Likewise, students will explore caring practices that take place outside governmental apparatuses. In the context of an authoritarian regime where oppression permeates the different layers of society through bureaucratic and institutional violence, censorship, and political repression, counter-hegemonic forms of health care become acts of resistance and empowerment. During their stay in Havana, students will live with host families not only to experience cultural and linguistic immersion, but also so that they can witness how Cubans negotiate their health and well-being on a daily basis, including food availability and preparation. The course will thereby not only pay attention to official health institutions and health care policies, but will also focus on the lived experiences of ordinary Cubans. Students will have opportunities to analyze and reflect on these experiences as they are represented in films, literature, and art, as well as through ethnographic interviews on issues of health and well-being that they will conduct for their final projects.

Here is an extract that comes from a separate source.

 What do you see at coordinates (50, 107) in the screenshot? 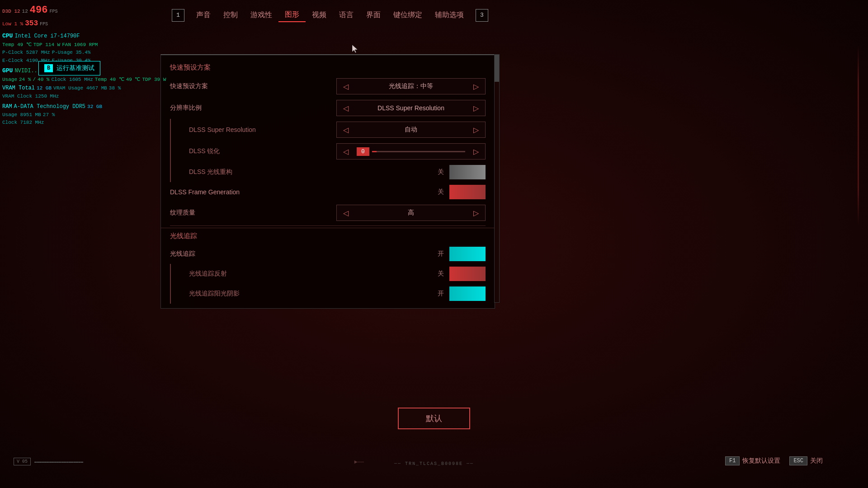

Cuba is a safe and highly attractive destination. During their stay in Havana and through the different travel experiences in the island, students will have multiple opportunities to enjoy Cuba’s cultural richness (through dance, music, food, arts, and literature).
CREDIT: Students receive the equivalent of one Holy Cross credit. For Spanish Majors, it counts as an elective course toward the major. For Anthropology Majors and Minor, it counts as an elective toward the major and minor. The course carries no prerequisites.

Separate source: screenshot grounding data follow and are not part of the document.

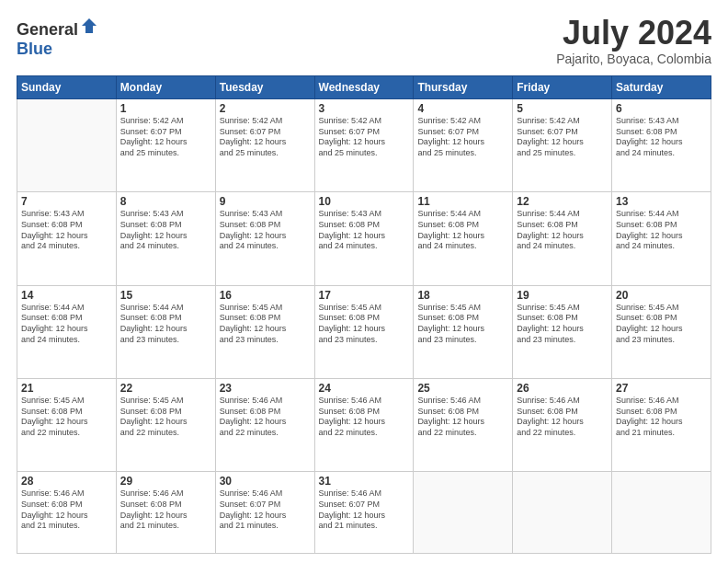  I want to click on calendar-cell: 13Sunrise: 5:44 AMSunset: 6:08 PMDayligh…, so click(662, 239).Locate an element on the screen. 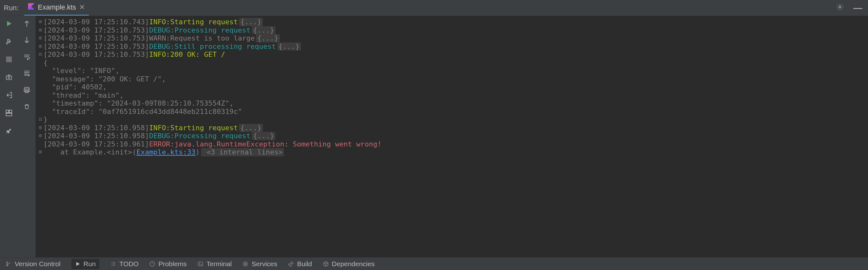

HOUSING: Students and faculty will be housed at family homestays in Havana, Cuba.
COSTS: The estimated cost of the 4-week program is approximately $6,300 - $7,000. INCLUDES: tuition, housing, breakfast and dinner daily at homestays (including weekends), transportation in Cuba, and admission/entrance fees for all field trips. DOES NOT INCLUDE: the cost of round-trip airfare, lunch and food enroute to/from Cuba, passport expenses, personal expenses, Very limited financial aid is available for this program.

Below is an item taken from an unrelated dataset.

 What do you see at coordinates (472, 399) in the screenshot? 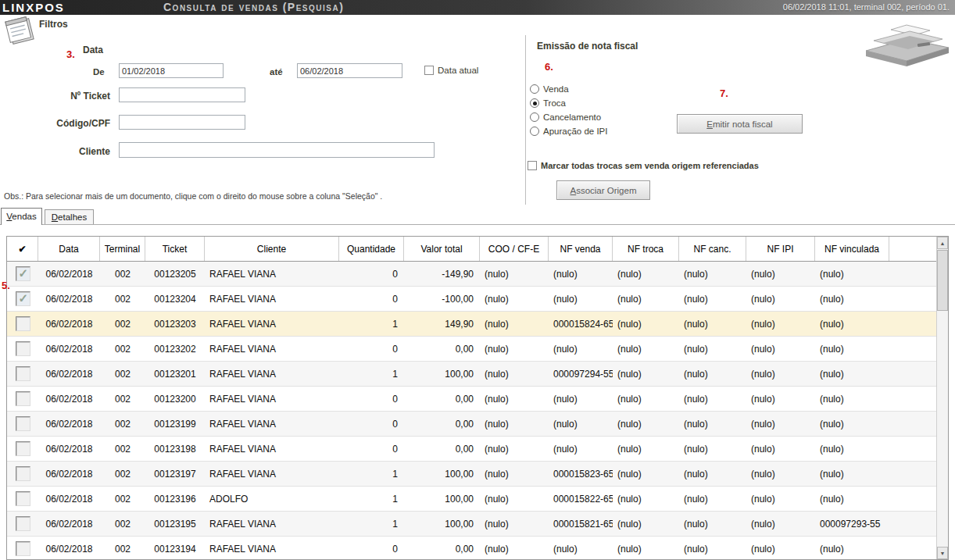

OTHER LOGISTICS: Cuba is an inherently safe country that is Spanish speaking, so knowledge of Spanish is highly preferred. Most family-owned restaurants and businesses accept payments in U.S. dollars, meaning no currency exchange is necessary. All travelers will need a valid passport to enter/leave Cuba.
APPLICATIONS: Open Sunday, September 15, 2024 via the Study Abroad online application portal at sa.holycross.edu and close at midnight on Friday, November 1, 2024.